On Tuesday, I participated in a webinar hosted by Government Computer News on “The E-Records Management Tsunami: NARA’s Electronic Records Archive to the Rescue.” It featured Michael Carlson, Director of the National Archives and Records Administration’s (NARA) Electronic and Special Media Records Services Division and was hosted by Joab Jackson, GCN’s chief technology editor. A recording of the seminar is now available (60 min., Real Audio), and it is well worth a listen.
Will NARA succeed in its multimillion dollar effort to solve the federal government’s electronic information management crisis?
Maybe — but we’ll have to wait five years to find out . . .
Carlson discussed how NARA’s Electronic Records Archive (ERA) system will “change the way agencies manage and preserve records.” In addition to storing electronic records ranging from simple e-mails to complex databases, ERA will also allow agency records managers to schedule and transfer electronic records.
According to Carlson, NARA has been collecting electronic records since 1970. In 1995 — a quarter century later — NARA acknowledged that it was “heading towards mission failure” with regard to processing and preserving those records according to archival standards. It took a further five years for ERA to become an official NARA program, then four more years for an RFP to be released and awarded. Assuming that all milestones are met on schedule, ERA will be fully operational in 2012.
If you’re counting, that’s over 40 years after NARA began collecting electronic records.
Certainly, the magnitude of the task is daunting. The range of formats and the frequency of updates — satellite imagery, for example, can change daily and even hourly — makes management at the agency level a nightmare. Agencies have been waiting for guidance for decades. They are assured that they will not have to wait much longer — just buy ambien how to five more years.
But in one five year span (2003-2007) the amount of electronic records in NARA’s custody exploded from 1 to 7 terabytes of data — an exponential increase that will no doubt continue, presenting ever more serious storage and retrieval challenges for the creating agencies and for NARA.
Beginning next year, ERA will be ready to help four pilot agencies manage their record schedules, transfer plans, and transfer requests, and also manage the instruments that transfer legal custody of records. The second phase, scheduled for next summer, will enable NARA to receive, process, and store electronic records through the ERA system using existing general records schedules and the ubiquitous SF-115 transfer form.
At the end of Carlson’s presentation, he took questions from the audience. The first question addressed how ERA will help agency staff and researchers deal with information in obsolete formats. “It’s a tremendous challenge and we don’t have the definitive answer,” Carlson said. “We will always make sure that the permanent records we have are readable, that we will always be able to make those records available in an effective way. Our research partners are working quite hard on this right now.”
I asked how ERA will integrate with the Records Management Profile of the Federal Enterprise Architecture (FEA) (discussed previously here). Carlson explained that NARA is working closely with OMB to ensure that ERA will be fully compliant with it — hopefully providing FEA with the much-needed records and information management front-end that it so clearly lacks in its current iteration. But Carlson did not have details on how this integration is likely to look or work.
NARA’s new ERA may soon be dawning — after a 40-plus-year night. Whether it will bring the illumination promised for it, remains to be seen.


*Task statement:*
Start to finish, reproduce the records below with nothing missing.

━━━ Dataset content ━━━

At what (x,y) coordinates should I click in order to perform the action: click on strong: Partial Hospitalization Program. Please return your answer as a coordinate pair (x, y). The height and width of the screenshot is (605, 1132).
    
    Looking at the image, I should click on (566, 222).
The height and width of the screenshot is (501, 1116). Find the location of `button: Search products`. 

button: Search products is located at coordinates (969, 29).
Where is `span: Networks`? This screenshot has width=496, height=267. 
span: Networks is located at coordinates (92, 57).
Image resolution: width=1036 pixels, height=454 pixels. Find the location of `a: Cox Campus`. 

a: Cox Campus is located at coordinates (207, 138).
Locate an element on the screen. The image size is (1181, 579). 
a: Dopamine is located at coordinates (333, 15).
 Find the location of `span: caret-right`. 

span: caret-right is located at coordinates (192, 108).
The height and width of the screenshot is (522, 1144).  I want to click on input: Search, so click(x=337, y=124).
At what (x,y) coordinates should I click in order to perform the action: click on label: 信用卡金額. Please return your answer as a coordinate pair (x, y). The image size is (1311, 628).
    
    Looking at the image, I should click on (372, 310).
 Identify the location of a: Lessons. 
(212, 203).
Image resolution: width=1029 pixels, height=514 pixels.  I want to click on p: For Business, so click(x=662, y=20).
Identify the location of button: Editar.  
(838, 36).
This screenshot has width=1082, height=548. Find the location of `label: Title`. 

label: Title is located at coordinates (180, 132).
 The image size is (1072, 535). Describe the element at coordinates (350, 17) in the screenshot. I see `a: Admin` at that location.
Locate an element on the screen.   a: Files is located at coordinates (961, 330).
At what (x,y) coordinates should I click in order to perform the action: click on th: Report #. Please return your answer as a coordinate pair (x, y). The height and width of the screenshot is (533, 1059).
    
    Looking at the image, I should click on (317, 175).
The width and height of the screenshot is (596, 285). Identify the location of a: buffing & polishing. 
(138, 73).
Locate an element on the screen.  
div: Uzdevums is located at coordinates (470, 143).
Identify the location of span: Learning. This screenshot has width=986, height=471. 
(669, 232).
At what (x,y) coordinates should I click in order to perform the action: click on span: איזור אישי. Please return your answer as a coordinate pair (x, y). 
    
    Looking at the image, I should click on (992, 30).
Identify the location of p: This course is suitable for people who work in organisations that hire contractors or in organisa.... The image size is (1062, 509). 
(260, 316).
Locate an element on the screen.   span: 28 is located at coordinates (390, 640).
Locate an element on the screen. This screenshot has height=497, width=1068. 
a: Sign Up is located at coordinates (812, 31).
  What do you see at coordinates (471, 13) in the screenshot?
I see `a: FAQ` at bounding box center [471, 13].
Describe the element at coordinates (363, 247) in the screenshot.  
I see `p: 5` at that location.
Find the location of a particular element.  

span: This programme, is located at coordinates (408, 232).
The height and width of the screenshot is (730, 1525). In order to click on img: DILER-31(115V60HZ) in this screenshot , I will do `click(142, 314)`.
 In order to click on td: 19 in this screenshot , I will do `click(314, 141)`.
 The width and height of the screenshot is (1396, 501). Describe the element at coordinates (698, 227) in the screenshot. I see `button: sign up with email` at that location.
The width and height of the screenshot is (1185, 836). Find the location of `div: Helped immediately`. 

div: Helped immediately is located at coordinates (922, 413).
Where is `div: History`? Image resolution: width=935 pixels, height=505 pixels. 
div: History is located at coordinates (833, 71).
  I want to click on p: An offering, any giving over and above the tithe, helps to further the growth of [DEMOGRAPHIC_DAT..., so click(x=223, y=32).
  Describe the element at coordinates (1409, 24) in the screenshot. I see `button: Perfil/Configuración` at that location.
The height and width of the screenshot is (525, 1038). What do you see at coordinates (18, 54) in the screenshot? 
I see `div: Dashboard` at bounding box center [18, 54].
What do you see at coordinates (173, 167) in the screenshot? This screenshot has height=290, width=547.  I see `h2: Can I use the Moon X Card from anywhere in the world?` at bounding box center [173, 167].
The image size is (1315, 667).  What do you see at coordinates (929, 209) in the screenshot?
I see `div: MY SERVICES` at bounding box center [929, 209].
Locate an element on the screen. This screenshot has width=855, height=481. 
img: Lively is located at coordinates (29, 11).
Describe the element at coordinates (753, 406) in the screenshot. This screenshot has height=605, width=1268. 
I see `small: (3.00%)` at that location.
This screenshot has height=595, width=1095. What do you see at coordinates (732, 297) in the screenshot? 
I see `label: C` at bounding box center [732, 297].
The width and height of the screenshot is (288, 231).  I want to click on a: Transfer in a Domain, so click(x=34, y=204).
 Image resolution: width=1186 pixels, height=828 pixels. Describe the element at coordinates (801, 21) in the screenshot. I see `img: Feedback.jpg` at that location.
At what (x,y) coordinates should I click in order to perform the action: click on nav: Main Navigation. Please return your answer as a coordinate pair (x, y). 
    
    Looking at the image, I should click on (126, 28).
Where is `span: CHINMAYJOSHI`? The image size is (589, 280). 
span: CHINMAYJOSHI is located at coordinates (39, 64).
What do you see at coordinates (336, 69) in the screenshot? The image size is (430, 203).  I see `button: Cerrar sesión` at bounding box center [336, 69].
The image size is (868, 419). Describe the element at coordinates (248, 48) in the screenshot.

━━━

*Exercise solution:*
At what (x,y) coordinates should I click in order to perform the action: click on strong: Partial Hospitalization Program. Please return your answer as a coordinate pair (x, y). The height and width of the screenshot is (605, 1132).
    
    Looking at the image, I should click on (566, 222).
The height and width of the screenshot is (501, 1116). Find the location of `button: Search products`. 

button: Search products is located at coordinates (969, 29).
Where is `span: Networks`? This screenshot has width=496, height=267. 
span: Networks is located at coordinates (92, 57).
Image resolution: width=1036 pixels, height=454 pixels. Find the location of `a: Cox Campus`. 

a: Cox Campus is located at coordinates (207, 138).
Locate an element on the screen. The image size is (1181, 579). 
a: Dopamine is located at coordinates (333, 15).
 Find the location of `span: caret-right`. 

span: caret-right is located at coordinates (192, 108).
The height and width of the screenshot is (522, 1144).  I want to click on input: Search, so click(x=337, y=124).
At what (x,y) coordinates should I click in order to perform the action: click on label: 信用卡金額. Please return your answer as a coordinate pair (x, y). The image size is (1311, 628).
    
    Looking at the image, I should click on (372, 310).
 Identify the location of a: Lessons. 
(212, 203).
Image resolution: width=1029 pixels, height=514 pixels.  I want to click on p: For Business, so click(x=662, y=20).
Identify the location of button: Editar.  
(838, 36).
This screenshot has width=1082, height=548. Find the location of `label: Title`. 

label: Title is located at coordinates (180, 132).
 The image size is (1072, 535). Describe the element at coordinates (350, 17) in the screenshot. I see `a: Admin` at that location.
Locate an element on the screen.   a: Files is located at coordinates (961, 330).
At what (x,y) coordinates should I click in order to perform the action: click on th: Report #. Please return your answer as a coordinate pair (x, y). The height and width of the screenshot is (533, 1059).
    
    Looking at the image, I should click on (317, 175).
The width and height of the screenshot is (596, 285). Identify the location of a: buffing & polishing. 
(138, 73).
Locate an element on the screen.  
div: Uzdevums is located at coordinates (470, 143).
Identify the location of span: Learning. This screenshot has width=986, height=471. 
(669, 232).
At what (x,y) coordinates should I click in order to perform the action: click on span: איזור אישי. Please return your answer as a coordinate pair (x, y). 
    
    Looking at the image, I should click on (992, 30).
Identify the location of p: This course is suitable for people who work in organisations that hire contractors or in organisa.... The image size is (1062, 509). 
(260, 316).
Locate an element on the screen.   span: 28 is located at coordinates (390, 640).
Locate an element on the screen. This screenshot has height=497, width=1068. 
a: Sign Up is located at coordinates (812, 31).
  What do you see at coordinates (471, 13) in the screenshot?
I see `a: FAQ` at bounding box center [471, 13].
Describe the element at coordinates (363, 247) in the screenshot.  
I see `p: 5` at that location.
Find the location of a particular element.  

span: This programme, is located at coordinates (408, 232).
The height and width of the screenshot is (730, 1525). In order to click on img: DILER-31(115V60HZ) in this screenshot , I will do `click(142, 314)`.
 In order to click on td: 19 in this screenshot , I will do `click(314, 141)`.
 The width and height of the screenshot is (1396, 501). Describe the element at coordinates (698, 227) in the screenshot. I see `button: sign up with email` at that location.
The width and height of the screenshot is (1185, 836). Find the location of `div: Helped immediately`. 

div: Helped immediately is located at coordinates (922, 413).
Where is `div: History`? Image resolution: width=935 pixels, height=505 pixels. 
div: History is located at coordinates (833, 71).
  I want to click on p: An offering, any giving over and above the tithe, helps to further the growth of [DEMOGRAPHIC_DAT..., so click(x=223, y=32).
  Describe the element at coordinates (1409, 24) in the screenshot. I see `button: Perfil/Configuración` at that location.
The height and width of the screenshot is (525, 1038). What do you see at coordinates (18, 54) in the screenshot? 
I see `div: Dashboard` at bounding box center [18, 54].
What do you see at coordinates (173, 167) in the screenshot? This screenshot has height=290, width=547.  I see `h2: Can I use the Moon X Card from anywhere in the world?` at bounding box center [173, 167].
The image size is (1315, 667).  What do you see at coordinates (929, 209) in the screenshot?
I see `div: MY SERVICES` at bounding box center [929, 209].
Locate an element on the screen. This screenshot has width=855, height=481. 
img: Lively is located at coordinates (29, 11).
Describe the element at coordinates (753, 406) in the screenshot. This screenshot has height=605, width=1268. 
I see `small: (3.00%)` at that location.
This screenshot has height=595, width=1095. What do you see at coordinates (732, 297) in the screenshot? 
I see `label: C` at bounding box center [732, 297].
The width and height of the screenshot is (288, 231).  I want to click on a: Transfer in a Domain, so click(x=34, y=204).
 Image resolution: width=1186 pixels, height=828 pixels. Describe the element at coordinates (801, 21) in the screenshot. I see `img: Feedback.jpg` at that location.
At what (x,y) coordinates should I click in order to perform the action: click on nav: Main Navigation. Please return your answer as a coordinate pair (x, y). 
    
    Looking at the image, I should click on (126, 28).
Where is `span: CHINMAYJOSHI`? The image size is (589, 280). 
span: CHINMAYJOSHI is located at coordinates (39, 64).
What do you see at coordinates (336, 69) in the screenshot? The image size is (430, 203).  I see `button: Cerrar sesión` at bounding box center [336, 69].
The image size is (868, 419). Describe the element at coordinates (248, 48) in the screenshot.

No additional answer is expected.